Esther Shin: Bringing Results Thinking to Urban Strategies
A recent evaluation of the Annie E. Casey Foundation’s Children and Family Fellowship® included case studies of individual Fellows who applied the program’s leadership lessons to transform the way organizations work on behalf of kids, families and communities. The post below is one of a series of three based on those case studies.
Esther Shin, president of Urban Strategies, Inc. (USI), was a member of the 10th class (2016–2017) of the Annie E. Casey Foundation’s Children and Family Fellowship, an intensive leadership program for outstanding social sector executives. Applying tools and skills from the Foundation’s Results Count® framework, Shin worked “to get everyone in her organization focused on results and data, and on seeing the child and family in a larger context,” says Michelle P. Heelan, director of Human Capital at ICF, the consulting firm that recently completed an evaluation of the Fellowship. “I think all of that was very powerful.”
Shin’s major accomplishments, according to Heelan, include helping USI and its community partners reframe their top-level result, or the North Star, for their work. That meant a focus on well-being: families are not only stable but thriving. To achieve this result, Urban Strategies needed to hone its economic opportunity, education and health strategies.
In Memphis, for example, the rate of employment and the level of earned income are significant factors that influence whether families are stable and thriving. USI and its community partners provided services that included helping adults secure living-wage employment by removing barriers such as transportation and child care and building financial capacity. Between 2017 and 2019, employment rates and average earned income nearly doubled in the subsidized and mixed-income housing communities served by USI.
Applying the Results Count framework
Shin’s employment of three other Children and Family Fellows — Donovan Duncan (class nine), executive vice president; Tyronda Minter (class seven), vice president of educational initiatives; and Kristie Stutler (class 10), southern regional vice president — accelerated the immediate results USI was able to achieve in Memphis and its sites across the country. The four Fellows quickly brought a sharp focus on producing and responding to real-time data.
Gathering information for monthly reports moved from being a compliance requirement to generating data for “data walks” with service partners for continuous improvement. Meetings evolved from one-way status updates to applying the Results Count framework to create shared ways of measuring progress and to use each partner’s capability to the fullest.
Community partners also made key contributions to USI’s work in Memphis. Memphis HOPE, a collaborative enterprise that USI leads, includes McCormack Baron Salazar, a leading affordable housing developer; the Memphis Housing Authority, which owns the public housing property; the Women’s Foundation for a Greater Memphis, which leads fundraising; major employers; resident leaders; the school district; and local service providers such as the Rise Foundation. This collaboration has leveraged over $20 million for families to thrive with support in areas such as job training, job placement, financial empowerment, high-quality early learning and youth development.
Under the Fellows’ leadership, USI recharged its partnership in Memphis by gradually introducing Results Count concepts in language accessible to all. A “show, don’t tell” approach to getting partners to adopt Results Count methodologies by plugging them directly into the work took time but was ultimately successful. The partners, in turn, have responded positively to the use of the framework, observing that everyone’s plans and actions are better synchronized.
Focus on equity
Shin and the USI leadership are working to ensure that all sites analyze the factors that contribute to racial and ethnic disparities in their communities and adjust their program offerings accordingly. The organization has incorporated an equity focus across all of its policies, including changing the composition of its board to better reflect the diversity of the places where USI works and selecting more vendors led by people of color. USI’s staff and leadership composition reflects the communities they serve.
In January 2019, USI was one of seven organizations selected to work with the Casey Foundation as hubs that will expand the use of Results Count throughout the social sector. The Foundation chose the hubs for their ability to use Results Count within their organizations, as well as to build the capacity of their partners and affiliates to work in a similar way. The goal of the hub strategy is to enlarge the pool of leaders who have the skills and tools to accelerate measurable, equitable improvements in well-being for children and families across the country.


YOUR OBJECTIVE » Copy all lines below containing "Contact".

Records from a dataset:
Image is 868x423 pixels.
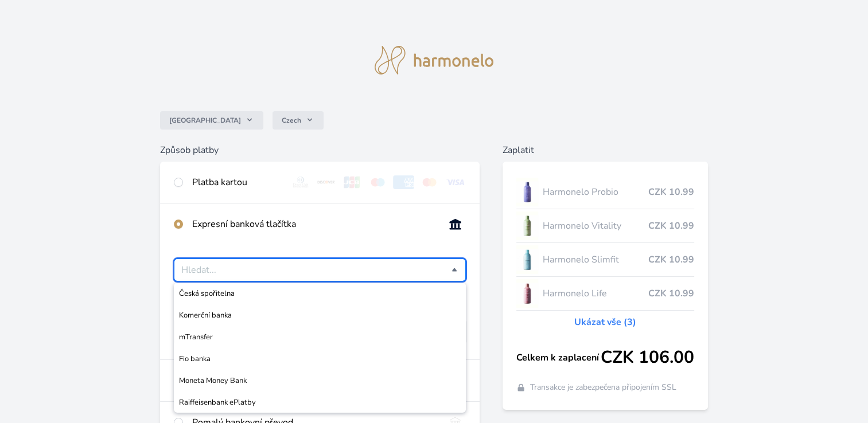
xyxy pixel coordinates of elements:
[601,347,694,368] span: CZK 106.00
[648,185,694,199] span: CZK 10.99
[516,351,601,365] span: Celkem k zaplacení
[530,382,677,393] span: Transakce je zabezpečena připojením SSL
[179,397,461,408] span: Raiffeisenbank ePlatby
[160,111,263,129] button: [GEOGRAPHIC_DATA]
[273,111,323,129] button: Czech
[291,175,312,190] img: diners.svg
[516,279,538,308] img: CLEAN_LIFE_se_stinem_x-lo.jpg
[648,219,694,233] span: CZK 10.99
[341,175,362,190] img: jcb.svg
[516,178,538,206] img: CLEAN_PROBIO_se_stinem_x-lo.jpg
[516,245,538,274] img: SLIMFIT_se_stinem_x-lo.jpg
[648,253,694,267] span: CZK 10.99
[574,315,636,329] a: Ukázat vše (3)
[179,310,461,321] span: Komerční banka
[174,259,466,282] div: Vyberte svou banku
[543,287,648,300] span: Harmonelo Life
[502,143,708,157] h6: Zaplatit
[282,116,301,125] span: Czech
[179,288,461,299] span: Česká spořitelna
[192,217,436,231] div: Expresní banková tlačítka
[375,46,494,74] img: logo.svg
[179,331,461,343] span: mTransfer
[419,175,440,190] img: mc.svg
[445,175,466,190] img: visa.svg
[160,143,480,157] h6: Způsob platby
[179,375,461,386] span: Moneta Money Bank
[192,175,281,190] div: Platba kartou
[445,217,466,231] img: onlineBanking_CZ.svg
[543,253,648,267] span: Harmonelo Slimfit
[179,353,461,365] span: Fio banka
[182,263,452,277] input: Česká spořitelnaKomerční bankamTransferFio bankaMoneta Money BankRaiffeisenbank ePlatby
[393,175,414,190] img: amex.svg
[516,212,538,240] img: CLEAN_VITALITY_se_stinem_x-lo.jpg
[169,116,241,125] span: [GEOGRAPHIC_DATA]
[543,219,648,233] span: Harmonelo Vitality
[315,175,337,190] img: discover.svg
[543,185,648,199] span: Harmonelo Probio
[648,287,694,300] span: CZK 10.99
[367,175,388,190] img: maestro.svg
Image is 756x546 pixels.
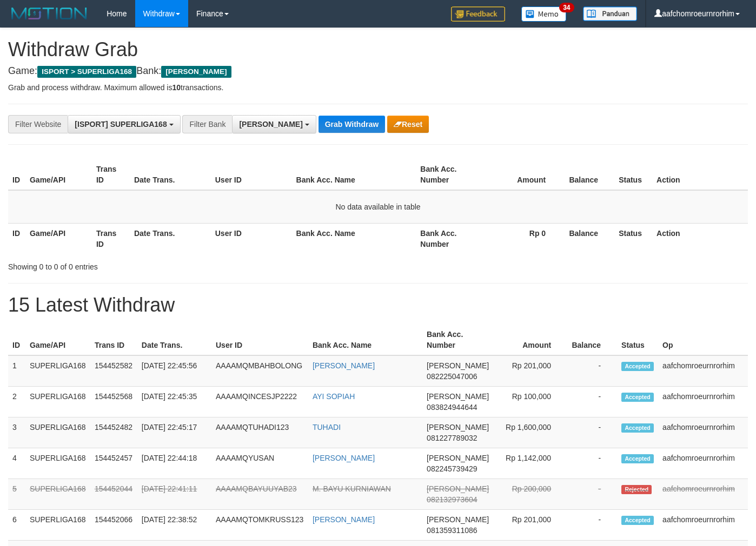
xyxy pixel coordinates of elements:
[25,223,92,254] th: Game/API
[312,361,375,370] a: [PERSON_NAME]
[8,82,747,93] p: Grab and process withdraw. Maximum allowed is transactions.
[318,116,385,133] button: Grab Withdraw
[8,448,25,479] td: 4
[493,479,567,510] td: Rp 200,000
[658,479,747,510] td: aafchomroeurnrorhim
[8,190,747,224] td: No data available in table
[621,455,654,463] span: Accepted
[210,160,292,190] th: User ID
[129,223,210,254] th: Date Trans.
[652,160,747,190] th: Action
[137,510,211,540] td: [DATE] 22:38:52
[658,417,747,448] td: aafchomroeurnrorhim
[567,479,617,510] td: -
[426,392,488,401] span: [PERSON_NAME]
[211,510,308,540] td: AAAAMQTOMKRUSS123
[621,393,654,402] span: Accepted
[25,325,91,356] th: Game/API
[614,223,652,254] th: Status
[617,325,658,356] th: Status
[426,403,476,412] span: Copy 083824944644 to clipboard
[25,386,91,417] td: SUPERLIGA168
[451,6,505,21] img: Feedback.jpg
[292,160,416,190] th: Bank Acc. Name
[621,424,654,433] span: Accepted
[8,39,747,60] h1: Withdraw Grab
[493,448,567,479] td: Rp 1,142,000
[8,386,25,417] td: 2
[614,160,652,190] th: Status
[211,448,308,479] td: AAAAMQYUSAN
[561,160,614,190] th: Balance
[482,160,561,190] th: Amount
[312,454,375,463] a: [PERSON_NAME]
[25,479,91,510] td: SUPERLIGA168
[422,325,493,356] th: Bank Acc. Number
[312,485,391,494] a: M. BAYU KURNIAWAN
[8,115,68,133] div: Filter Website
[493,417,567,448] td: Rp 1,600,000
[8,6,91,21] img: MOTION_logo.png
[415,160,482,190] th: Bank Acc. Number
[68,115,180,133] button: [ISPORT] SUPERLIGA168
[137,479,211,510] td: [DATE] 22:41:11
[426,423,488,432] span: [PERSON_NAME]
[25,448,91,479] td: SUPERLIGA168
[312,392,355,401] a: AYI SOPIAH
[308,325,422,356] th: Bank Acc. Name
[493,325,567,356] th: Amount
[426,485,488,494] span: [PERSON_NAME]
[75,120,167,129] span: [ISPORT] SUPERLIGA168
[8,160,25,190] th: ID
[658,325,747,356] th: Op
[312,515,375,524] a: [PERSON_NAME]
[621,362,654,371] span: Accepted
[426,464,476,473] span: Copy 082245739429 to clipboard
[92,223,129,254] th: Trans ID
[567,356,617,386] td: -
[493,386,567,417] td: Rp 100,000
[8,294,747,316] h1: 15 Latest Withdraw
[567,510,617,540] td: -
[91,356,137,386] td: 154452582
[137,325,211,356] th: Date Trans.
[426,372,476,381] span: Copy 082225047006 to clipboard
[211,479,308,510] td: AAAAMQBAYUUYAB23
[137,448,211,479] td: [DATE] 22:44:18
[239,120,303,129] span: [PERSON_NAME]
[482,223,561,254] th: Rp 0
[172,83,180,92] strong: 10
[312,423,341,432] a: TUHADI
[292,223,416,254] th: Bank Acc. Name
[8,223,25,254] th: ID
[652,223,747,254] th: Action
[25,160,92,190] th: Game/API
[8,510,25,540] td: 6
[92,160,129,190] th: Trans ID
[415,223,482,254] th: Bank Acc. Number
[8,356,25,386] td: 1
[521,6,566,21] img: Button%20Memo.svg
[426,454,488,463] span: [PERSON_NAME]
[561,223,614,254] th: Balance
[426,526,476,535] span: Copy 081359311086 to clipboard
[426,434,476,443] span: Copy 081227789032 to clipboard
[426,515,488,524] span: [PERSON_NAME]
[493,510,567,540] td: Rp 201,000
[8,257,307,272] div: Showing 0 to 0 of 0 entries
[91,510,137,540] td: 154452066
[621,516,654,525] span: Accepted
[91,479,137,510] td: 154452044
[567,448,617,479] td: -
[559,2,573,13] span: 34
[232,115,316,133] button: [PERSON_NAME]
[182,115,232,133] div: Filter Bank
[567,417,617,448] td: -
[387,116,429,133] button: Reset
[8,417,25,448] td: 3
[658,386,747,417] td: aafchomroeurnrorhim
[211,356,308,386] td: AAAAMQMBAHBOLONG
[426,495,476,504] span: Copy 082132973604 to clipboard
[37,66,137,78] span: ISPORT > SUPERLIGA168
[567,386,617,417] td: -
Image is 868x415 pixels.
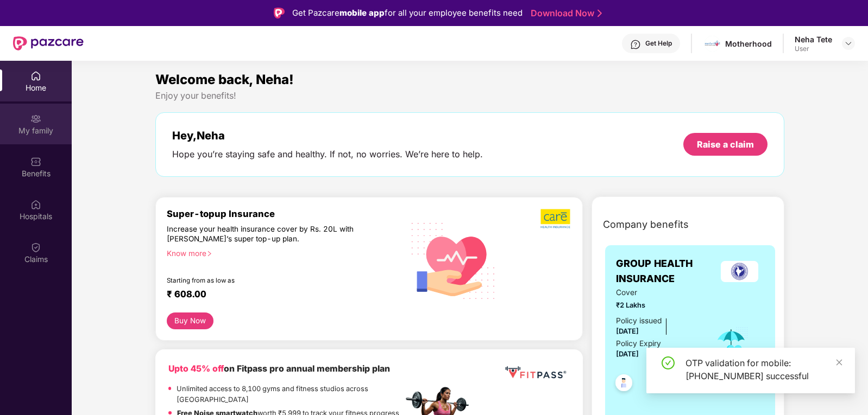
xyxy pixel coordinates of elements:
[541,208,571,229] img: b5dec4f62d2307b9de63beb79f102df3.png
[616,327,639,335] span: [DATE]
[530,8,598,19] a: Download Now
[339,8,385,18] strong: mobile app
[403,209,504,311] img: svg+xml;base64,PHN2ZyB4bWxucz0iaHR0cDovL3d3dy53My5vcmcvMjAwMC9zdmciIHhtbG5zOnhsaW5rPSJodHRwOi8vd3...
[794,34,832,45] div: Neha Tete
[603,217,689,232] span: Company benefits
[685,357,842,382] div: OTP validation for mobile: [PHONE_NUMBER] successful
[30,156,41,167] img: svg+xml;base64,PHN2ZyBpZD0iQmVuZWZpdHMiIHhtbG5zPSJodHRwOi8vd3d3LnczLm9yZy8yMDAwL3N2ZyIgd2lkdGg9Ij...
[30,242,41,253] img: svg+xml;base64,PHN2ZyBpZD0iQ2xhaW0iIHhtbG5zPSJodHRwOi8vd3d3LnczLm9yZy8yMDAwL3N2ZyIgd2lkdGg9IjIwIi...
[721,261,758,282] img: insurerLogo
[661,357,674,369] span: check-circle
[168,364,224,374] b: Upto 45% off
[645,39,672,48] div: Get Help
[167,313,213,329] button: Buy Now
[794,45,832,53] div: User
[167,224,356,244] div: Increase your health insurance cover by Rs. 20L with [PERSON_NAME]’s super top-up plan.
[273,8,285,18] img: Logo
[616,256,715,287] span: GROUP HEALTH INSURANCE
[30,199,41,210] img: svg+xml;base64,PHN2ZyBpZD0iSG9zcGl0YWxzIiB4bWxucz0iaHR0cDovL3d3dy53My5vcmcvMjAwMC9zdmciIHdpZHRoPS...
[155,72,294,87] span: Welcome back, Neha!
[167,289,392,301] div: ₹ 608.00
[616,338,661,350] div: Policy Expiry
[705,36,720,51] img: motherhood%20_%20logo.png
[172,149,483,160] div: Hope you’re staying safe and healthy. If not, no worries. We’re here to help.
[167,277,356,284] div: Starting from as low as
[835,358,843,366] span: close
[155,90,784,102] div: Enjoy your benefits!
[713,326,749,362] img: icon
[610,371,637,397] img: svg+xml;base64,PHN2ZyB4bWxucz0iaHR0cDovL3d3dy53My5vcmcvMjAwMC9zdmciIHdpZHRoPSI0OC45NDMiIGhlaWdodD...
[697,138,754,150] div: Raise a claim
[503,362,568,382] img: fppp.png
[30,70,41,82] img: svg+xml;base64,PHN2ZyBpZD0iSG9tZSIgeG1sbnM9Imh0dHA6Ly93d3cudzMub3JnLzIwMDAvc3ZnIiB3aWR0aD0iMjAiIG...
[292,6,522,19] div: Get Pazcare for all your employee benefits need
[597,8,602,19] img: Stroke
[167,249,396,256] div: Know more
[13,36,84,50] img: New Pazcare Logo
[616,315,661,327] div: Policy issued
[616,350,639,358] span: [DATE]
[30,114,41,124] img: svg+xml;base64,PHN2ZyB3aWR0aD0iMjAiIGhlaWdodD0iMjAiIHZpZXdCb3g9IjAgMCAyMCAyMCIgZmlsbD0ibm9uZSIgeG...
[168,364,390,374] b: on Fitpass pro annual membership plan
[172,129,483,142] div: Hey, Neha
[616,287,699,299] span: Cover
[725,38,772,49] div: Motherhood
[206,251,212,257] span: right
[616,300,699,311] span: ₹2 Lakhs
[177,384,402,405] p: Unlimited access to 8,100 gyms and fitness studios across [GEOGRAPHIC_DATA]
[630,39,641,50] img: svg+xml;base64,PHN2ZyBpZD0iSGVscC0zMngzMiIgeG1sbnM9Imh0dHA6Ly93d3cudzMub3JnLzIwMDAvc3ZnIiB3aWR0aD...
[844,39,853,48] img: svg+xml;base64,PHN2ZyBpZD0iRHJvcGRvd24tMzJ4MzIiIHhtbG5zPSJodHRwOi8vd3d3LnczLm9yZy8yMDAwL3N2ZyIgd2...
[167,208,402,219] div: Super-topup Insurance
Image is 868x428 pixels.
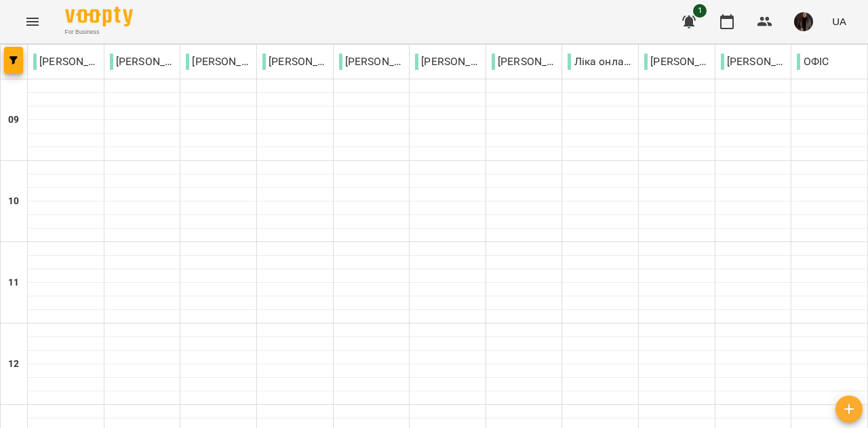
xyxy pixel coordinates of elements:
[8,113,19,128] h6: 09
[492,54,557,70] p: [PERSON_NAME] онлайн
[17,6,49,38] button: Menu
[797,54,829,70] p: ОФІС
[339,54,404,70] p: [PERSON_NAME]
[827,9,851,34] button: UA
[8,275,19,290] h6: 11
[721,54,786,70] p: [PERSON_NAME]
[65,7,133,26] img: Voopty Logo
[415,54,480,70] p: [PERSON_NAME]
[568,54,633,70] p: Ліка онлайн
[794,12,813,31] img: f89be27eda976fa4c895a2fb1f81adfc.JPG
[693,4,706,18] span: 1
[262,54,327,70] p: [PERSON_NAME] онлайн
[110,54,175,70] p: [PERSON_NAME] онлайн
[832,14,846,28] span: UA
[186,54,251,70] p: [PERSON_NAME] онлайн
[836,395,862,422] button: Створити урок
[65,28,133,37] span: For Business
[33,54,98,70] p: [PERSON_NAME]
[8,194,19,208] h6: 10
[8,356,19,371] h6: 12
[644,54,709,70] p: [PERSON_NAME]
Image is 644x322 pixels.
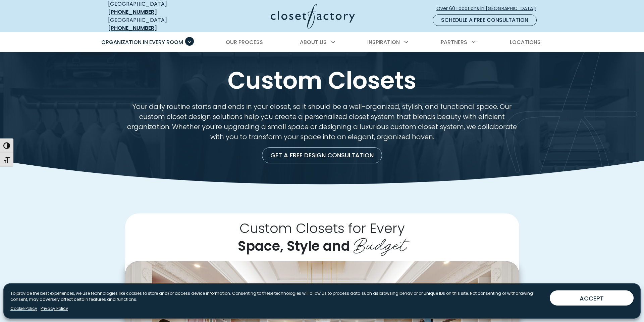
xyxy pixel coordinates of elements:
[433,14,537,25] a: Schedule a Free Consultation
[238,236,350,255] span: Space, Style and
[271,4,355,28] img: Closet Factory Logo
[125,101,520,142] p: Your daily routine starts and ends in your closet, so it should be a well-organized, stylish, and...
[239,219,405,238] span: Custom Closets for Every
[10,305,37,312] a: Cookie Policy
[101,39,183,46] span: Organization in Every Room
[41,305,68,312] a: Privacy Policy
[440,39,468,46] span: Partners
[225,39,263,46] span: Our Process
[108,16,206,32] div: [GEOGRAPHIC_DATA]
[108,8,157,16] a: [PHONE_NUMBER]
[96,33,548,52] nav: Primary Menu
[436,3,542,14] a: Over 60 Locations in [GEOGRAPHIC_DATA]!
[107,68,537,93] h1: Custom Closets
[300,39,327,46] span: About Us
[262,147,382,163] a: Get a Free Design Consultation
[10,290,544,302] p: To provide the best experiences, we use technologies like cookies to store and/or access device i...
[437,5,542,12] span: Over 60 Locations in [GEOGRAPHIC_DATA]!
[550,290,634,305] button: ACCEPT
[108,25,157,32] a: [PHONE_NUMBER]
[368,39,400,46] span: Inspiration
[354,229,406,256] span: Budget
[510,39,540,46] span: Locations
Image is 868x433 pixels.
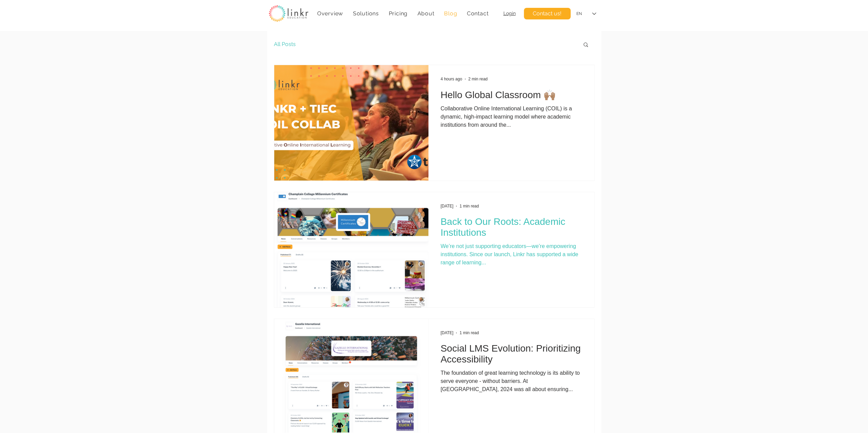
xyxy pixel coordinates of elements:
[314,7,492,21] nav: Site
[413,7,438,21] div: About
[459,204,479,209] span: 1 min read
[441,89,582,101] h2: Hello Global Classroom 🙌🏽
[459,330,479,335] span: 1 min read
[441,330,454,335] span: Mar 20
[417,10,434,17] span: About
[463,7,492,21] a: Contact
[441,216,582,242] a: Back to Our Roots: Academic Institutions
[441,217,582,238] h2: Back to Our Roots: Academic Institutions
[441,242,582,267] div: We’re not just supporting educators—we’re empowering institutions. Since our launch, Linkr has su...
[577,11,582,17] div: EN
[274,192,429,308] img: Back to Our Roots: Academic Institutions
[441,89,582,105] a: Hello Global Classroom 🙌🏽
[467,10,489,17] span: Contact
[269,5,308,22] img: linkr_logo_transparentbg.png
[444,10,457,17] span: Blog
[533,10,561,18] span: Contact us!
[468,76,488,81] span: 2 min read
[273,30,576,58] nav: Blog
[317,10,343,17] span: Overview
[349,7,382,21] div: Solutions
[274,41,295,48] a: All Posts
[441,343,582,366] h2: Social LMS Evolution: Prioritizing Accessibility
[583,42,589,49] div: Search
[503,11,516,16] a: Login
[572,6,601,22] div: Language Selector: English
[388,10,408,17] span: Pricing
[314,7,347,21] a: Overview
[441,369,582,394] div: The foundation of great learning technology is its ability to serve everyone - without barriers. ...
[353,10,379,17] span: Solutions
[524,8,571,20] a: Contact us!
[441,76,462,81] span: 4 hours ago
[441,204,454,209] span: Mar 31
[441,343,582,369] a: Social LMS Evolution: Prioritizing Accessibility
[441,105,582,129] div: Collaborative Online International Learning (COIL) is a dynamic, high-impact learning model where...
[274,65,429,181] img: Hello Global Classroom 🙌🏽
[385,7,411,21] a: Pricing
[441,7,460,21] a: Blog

EXERCISE RESULT »
[463,7,492,21] a: Contact
[467,10,489,17] span: Contact
[533,10,561,18] span: Contact us!
[524,8,571,20] a: Contact us!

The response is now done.